Thursday, September 24, 2009

District 9 - Review




During a major and suicidial mission towards the climax of the film, the main protagonist has to enter his former work offices to retrieve the MacGuffin. To get to the probable location where it is hidden, Wikus van de Merwe (Sharlto Copley) has enter his pin number at multiple locked doors. Except for this possible plot hole, DISTRICT 9 is a very well made science fiction film and certainly one of the absolute best of the year.


Many detractors have voiced about whether or not this is a truly original work of fiction and have to try to compare it to previous films. Though they seem to forget that nothing produced today in the film industry can truly be new, they also neglect that this isn't an American or a Hollywood production. It is a South African film set in South Africa, and produced with only $30 million dollars. The film is richly in deep with the South African culture, language, and history and doesn't feel the need to fully address any outside audiences. Director and Co-Writer Neill Blomkamp has made an interesting take on the old apartheid system that still haunts the nation while also making a strong statement that human beings are the antagonists and are at risk of self-destruction.


The introduction starts off as a finely produced documentary on the back story of this "alien invasion." A giant alien craft has been hovering over Johannesburg for twenty years and has remained docile. The alien beings left alive in it were moved out and into a temporary relief camp. Due to some hostile interactions, their strange behavior to steal objects and ugly outside appearance, their relief area was turned into a regulated slum and prison. These aliens, dubbed "Prawns" by the discriminating human population, are now to be relocated to a new and segregated environment.


The human focus of the feature is the previously mentioned Wikus, who is the head of human-alien affairs and the leader of the eviction mission. The documentary film within the film shows him to be a well-hearted but dumb and offended citizen who wants to make the situation peaceful but also has some disdain for the Prawns. After coming into contact with the MacGuffin, a cylinder capable of powering up a hidden machine, he slowly is transformed into one of them to the horrors of his peers. This of course makes him valuable to his company's leaders and scientists since the Prawn's destructive hand-held weapons can only be fired by their DNA. By this time, the documentary is stopped except for a couple interjections and the film follows his escape and new relationship with a sharp-minded Prawn in the slums.

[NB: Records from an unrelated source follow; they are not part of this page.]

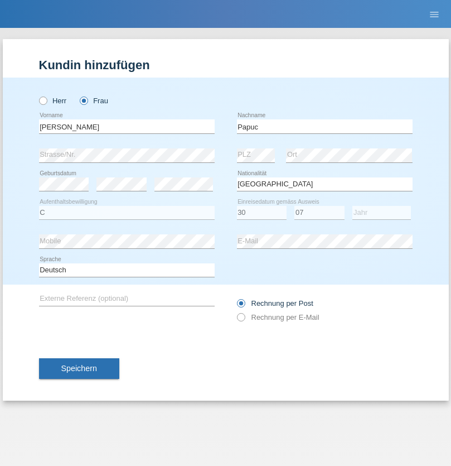 This screenshot has height=466, width=451. I want to click on i: menu, so click(434, 14).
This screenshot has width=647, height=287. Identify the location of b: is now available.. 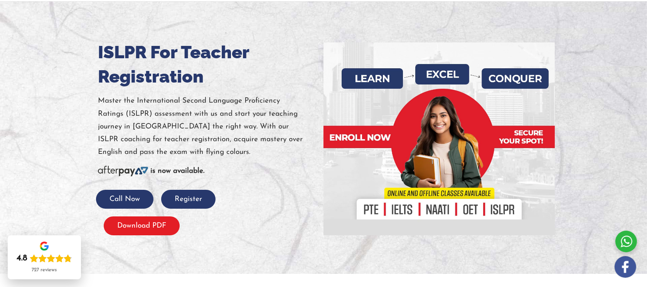
(177, 171).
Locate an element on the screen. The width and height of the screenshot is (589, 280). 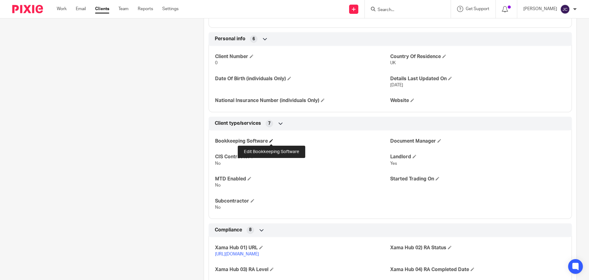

I could go on about the apartheid similarities but they are obvious to note and everyone has already done so. What many seem to forget is the military and weapon sub-plot; Wikus' company is also one of top manufacturers of weapon hardware and they and separate independent groups want to control these new resources of destruction. The viewer sees how everything has to experiment on to find the solution through the corporation while a Nigerian mob simply hordes it until their belief in a false voodoo will grant them the power. This constant craving of hardware and personal and financial gain keeps growing throughout the film and when it turns into a full on military war film at the end, it is rightly justified. Our obsession with the power of weaponry is another clear example of the problems of humanity.


Sharlto Copley certainly deserves an Academy award nomination or at least a Golden Globe for his performance. For a non-professional actor, he takes the script's complex characterization of Wikus and makes him the best example of a human being: striving to be optimistic and friendly with different cultures yet still selfish and lets his anger and sorrow overtake his thoughts. The rest of the unknown actors, at least to American audiences, are fine in their performances. The Prawns were done strictly in CG and at first they look a bit cheap but the narrative and cinematography eventually hides this fact. Blomkamp does well in creating a paranoid world with many different camera techniques and the action sequences are always thrilling and exciting.


On a final note, I'll address the controversy of the Nigerians. While I did take a note of some people being offended by them, these characters seem designed to be a destructive human environment to fully interact with the Prawns and they just happen to be Nigerian. The gang's greed of weaponry and religious aspirations are brought to make the film's story more organtic and shouldn't confuse audiences with actual Nigerians.